New evidence has emerged of an ancient species of humans – Neanderthals – having lived in the Algarve about 78,000 years ago.
So-called ‘modern humans’, first existed at the same time as Neanderthals, a closely related species that inhabited Africa around 500,000 years ago before migrating to both Asia and Europe. When Homo sapiens eventually made similar migrations, some interbreeding occurred before Neanderthals died out about 40,000 years ago.
The causes of their extinction are thought to include violence and the spread of modern human diseases from which Neanderthals had no immunity.
Today, a small number of people of European or Asian descent still carry traces of Neanderthal DNA. Recent findings in the Algarve hint that some Portuguese people may share this genetic legacy.
A couple of geological researchers, Carlos Neto de Carvalho and his wife, Yilhu Zhang, have found a series of Neanderthal footprints embedded in sandstone rocks from collapsed cliffs on the beautiful Monte Clérigo beach near Aljezur on the Algarve’s west coast.
It has been reported that the couple brought colleagues to photograph the site and discovered five fossilised tracks comprising 26 footprints of an adult male and two children, one of whom appears tp have been just a toddler.
The footprints were preserved in what were once steep sand dunes, now fossilised into stone, sloping to and away from the shore. Their orientation suggests the family were foraging for food such as shellfish, moving between the beach and the dunes.
The footprints were not an easy find. “We were almost trapped by the sudden rise of the tide and needed to swim and climb a 15-metre, nearly vertical cliff with all our gear,” said Neto de Carvalho.
A single fossilised Neanderthal footprint, thought to be 82,000 years old had been previously found not far away at Praia do Telheiro, close to Sagres.
“The fossil record of hominin footprints, and especially those attributed to Neanderthals, is exceedingly rare,” as they are nearly identical to those of Homo sapiens, Neto de Carvalho and his colleagues wrote in the 3 July edition of the journal Nature Scientific Reports.
The Monte Clérigo footprints were certainly those of Neanderthals, as modern humans did not exist in Europe 78,000 years ago. By then, though, foraging for shellfish in the Algarve may have been a normal daily activity for Neanderthals.
Only six sets of Neanderthal footprints had previously been discovered in the whole of Europe. With this new discovery, the total now stands at eight.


[WHAT TO WORK ON]: Excerpt from the entries below: please repeat exactly the lines from the one containing "Image is 605x364 pixels." through the last one, both ends included, with no pictures.

[EXERCISE DATA]:
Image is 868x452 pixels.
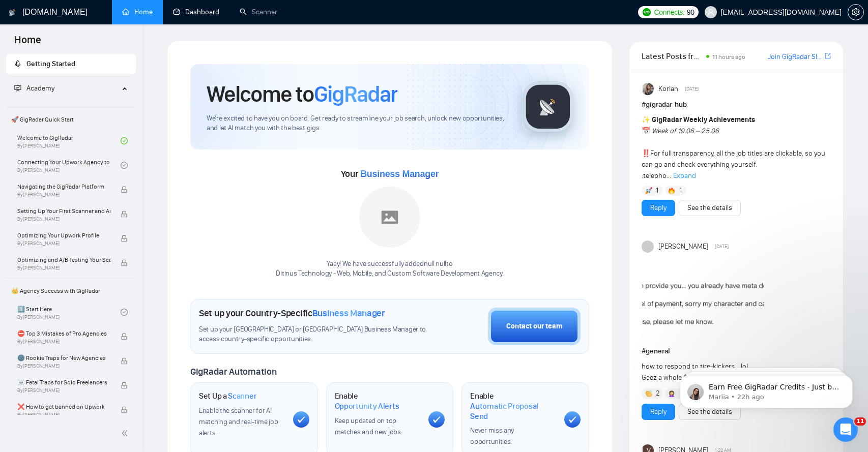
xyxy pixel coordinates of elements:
[18,377,110,388] span: ☠️ Fatal Traps for Solo Freelancers
[120,137,128,145] span: check-circle
[655,186,658,196] span: 1
[650,406,666,417] a: Reply
[641,116,650,124] span: ✨
[641,149,650,158] span: ‼️
[641,99,831,110] h1: # gigradar-hub
[7,109,134,130] span: 🚀 GigRadar Quick Start
[18,412,110,418] span: By [PERSON_NAME]
[18,130,120,152] a: Welcome to GigRadarBy[PERSON_NAME]
[120,358,128,365] span: lock
[18,206,110,217] span: Setting Up Your First Scanner and Auto-Bidder
[120,186,128,193] span: lock
[679,186,681,196] span: 1
[18,302,120,324] a: 1️⃣ Start HereBy[PERSON_NAME]
[7,54,135,75] li: Getting Started
[824,51,831,61] a: export
[18,231,110,241] span: Optimizing Your Upwork Profile
[651,127,719,135] em: Week of 19.06 – 25.06
[642,8,651,16] img: upwork-logo.png
[199,391,257,402] h1: Set Up a
[199,325,427,345] span: Set up your [GEOGRAPHIC_DATA] or [GEOGRAPHIC_DATA] Business Manager to access country-specific op...
[18,154,120,177] a: Connecting Your Upwork Agency to GigRadarBy[PERSON_NAME]
[206,80,398,108] h1: Welcome to
[665,354,868,425] iframe: Intercom notifications message
[642,83,654,95] img: Korlan
[18,191,110,198] span: By [PERSON_NAME]
[18,388,110,394] span: By [PERSON_NAME]
[7,33,49,54] span: Home
[120,260,128,267] span: lock
[667,188,675,194] img: 🔥
[18,363,110,370] span: By [PERSON_NAME]
[506,321,562,332] div: Contact our team
[642,257,763,338] img: F09A8UU1U58-Screenshot(595).png
[120,235,128,242] span: lock
[14,84,21,92] span: fund-projection-screen
[120,309,128,316] span: check-circle
[18,182,110,191] span: Navigating the GigRadar Platform
[18,339,110,345] span: By [PERSON_NAME]
[847,4,863,21] button: setting
[824,52,831,60] span: export
[314,80,398,108] span: GigRadar
[122,7,152,16] a: homeHome
[7,281,134,302] span: 👑 Agency Success with GigRadar
[658,83,678,94] span: Korlan
[687,203,732,214] a: See the details
[715,242,728,251] span: [DATE]
[645,390,652,398] img: 👏
[641,49,703,63] span: Latest Posts from the GigRadar Community
[18,255,110,265] span: Optimizing and A/B Testing Your Scanner for Better Results
[653,7,684,18] span: Connects:
[833,417,858,442] iframe: Intercom live chat
[684,84,698,93] span: [DATE]
[335,417,402,436] span: Keep updated on top matches and new jobs.
[18,241,110,247] span: By [PERSON_NAME]
[120,162,128,169] span: check-circle
[641,404,675,420] button: Reply
[275,260,503,279] div: Yaay! We have successfully added null null to
[341,168,439,179] span: Your
[673,172,695,180] span: Expand
[199,308,385,319] h1: Set up your Country-Specific
[18,329,110,339] span: ⛔ Top 3 Mistakes of Pro Agencies
[313,308,385,319] span: Business Manager
[190,366,276,377] span: GigRadar Automation
[120,382,128,389] span: lock
[707,8,714,16] span: user
[488,308,581,346] button: Contact our team
[469,391,556,421] h1: Enable
[120,333,128,341] span: lock
[650,203,666,214] a: Reply
[18,265,110,271] span: By [PERSON_NAME]
[645,188,652,194] img: 🚀
[679,200,740,217] button: See the details
[14,84,54,92] span: Academy
[120,211,128,218] span: lock
[240,7,277,16] a: searchScanner
[206,114,506,134] span: We're excited to have you on board. Get ready to streamline your job search, unlock new opportuni...
[847,8,863,16] a: setting
[854,417,865,426] span: 11
[173,7,219,16] a: dashboardDashboard
[18,353,110,363] span: 🌚 Rookie Traps for New Agencies
[655,388,660,399] span: 2
[469,427,513,446] span: Never miss any opportunities.
[641,200,675,217] button: Reply
[18,217,110,222] span: By [PERSON_NAME]
[712,53,745,61] span: 11 hours ago
[120,406,128,414] span: lock
[641,127,650,135] span: 📅
[641,116,825,180] span: For full transparency, all the job titles are clickable, so you can go and check everything yours...
[523,81,573,133] img: gigradar-logo.png
[767,51,822,63] a: Join GigRadar Slack Community
[359,187,420,247] img: placeholder.png
[8,5,16,21] img: logo
[199,406,277,438] span: Enable the scanner for AI matching and real-time job alerts.
[335,402,399,412] span: Opportunity Alerts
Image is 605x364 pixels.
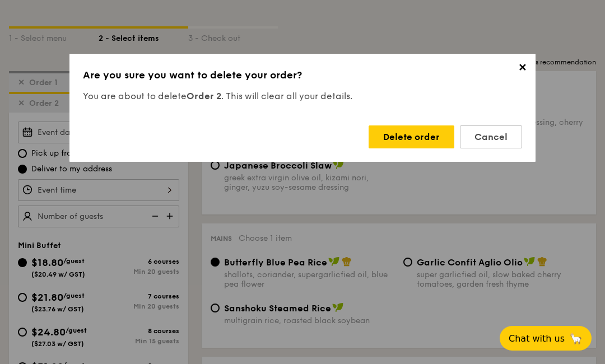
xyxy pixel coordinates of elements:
[187,90,221,101] strong: Order 2
[460,126,522,149] div: Cancel
[500,326,591,350] button: Chat with us🦙
[570,332,583,345] span: 🦙
[83,90,522,103] h4: You are about to delete . This will clear all your details.
[509,334,564,344] span: Chat with us
[515,62,530,78] span: ✕
[368,126,455,149] div: Delete order
[83,68,522,83] h3: Are you sure you want to delete your order?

[SOLVED EXERCISE]:
Image is 605x364 pixels.
xyxy pixel coordinates of elements:
[187,90,221,101] strong: Order 2
[460,126,522,149] div: Cancel
[500,326,591,350] button: Chat with us🦙
[570,332,583,345] span: 🦙
[83,90,522,103] h4: You are about to delete . This will clear all your details.
[509,334,564,344] span: Chat with us
[515,62,530,78] span: ✕
[368,126,455,149] div: Delete order
[83,68,522,83] h3: Are you sure you want to delete your order?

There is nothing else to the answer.